The Synaptic Junction

• This space is called the synaptic cleft.

• The purple circles are called vessicles.

• Vessicles are like bags that hold a substance.

Page 20: Muscle notes

The Impulse

• The brain sends a nerve impulse through the motor neuron.

• This impulse causes little sacs called vesicles to release their contents.

Page 21: Muscle notes

The Neurotransmitters

• The vessicles burst open releasing a neurotransmitter called acetylcholine (Ach)

• The Ach travels across the empty space (synapse) to the special receptors on the other side.

Page 22: Muscle notes

The motor end plate

• There is a structure called a motor end plate across form the nerve.

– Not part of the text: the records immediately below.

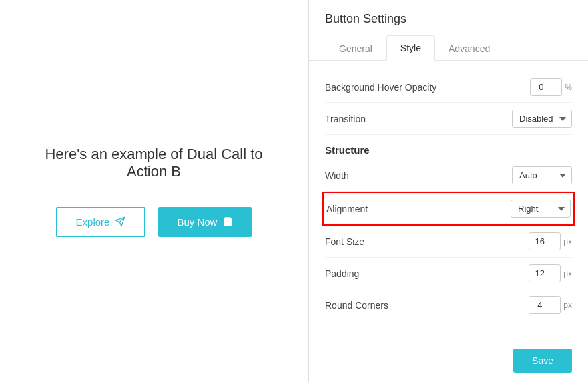 This screenshot has width=588, height=382. I want to click on alignment-control: Left Center Right, so click(541, 209).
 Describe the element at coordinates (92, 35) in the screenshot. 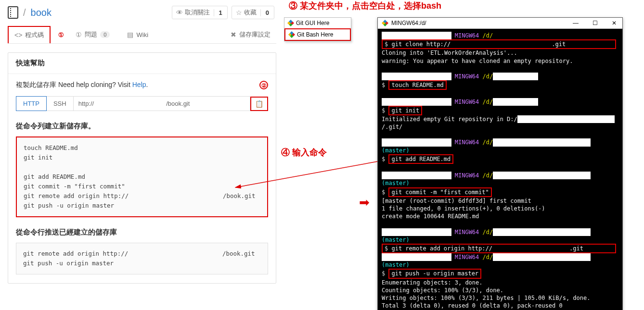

• The receptors a re found on the motor end plate.

Page 23: Muscle notes

The role of calcium

• The receptors, once stimulated signal the sarcoplasmic reticulm to release calcium ions.

• These calcium ions travel down the T tubules to the sarcomere.

Page 24: Muscle notes

The Sliding Filament Theory

• Thin filament-actin-has active sites• Thick filament-myosin-has a head and a tail• The troponin-tropomyosin complex blocks

the active sites on the actin.• A site on the troponin has a receptor that

can bind a calcium ion, modifying the complex so that it no longer blocks the active site.

Page 25: Muscle notes

Sliding Filament Theory

• Once the active site is available, a myosin head attaches to it.

• The myosin head then pivots on its tail making the sarcomere shorter.

• As this happens in thousands of sarcomeres the entire muscle shortens or CONTRACTS.

Page 26: Muscle notes

All or none response

• A muscle fiber contracts fully or not at all. If the stimulus is not high enough, nothing happens, even if it is very close to the threshold. If it is over the threshold-even by just a little, maximum contraction occurs.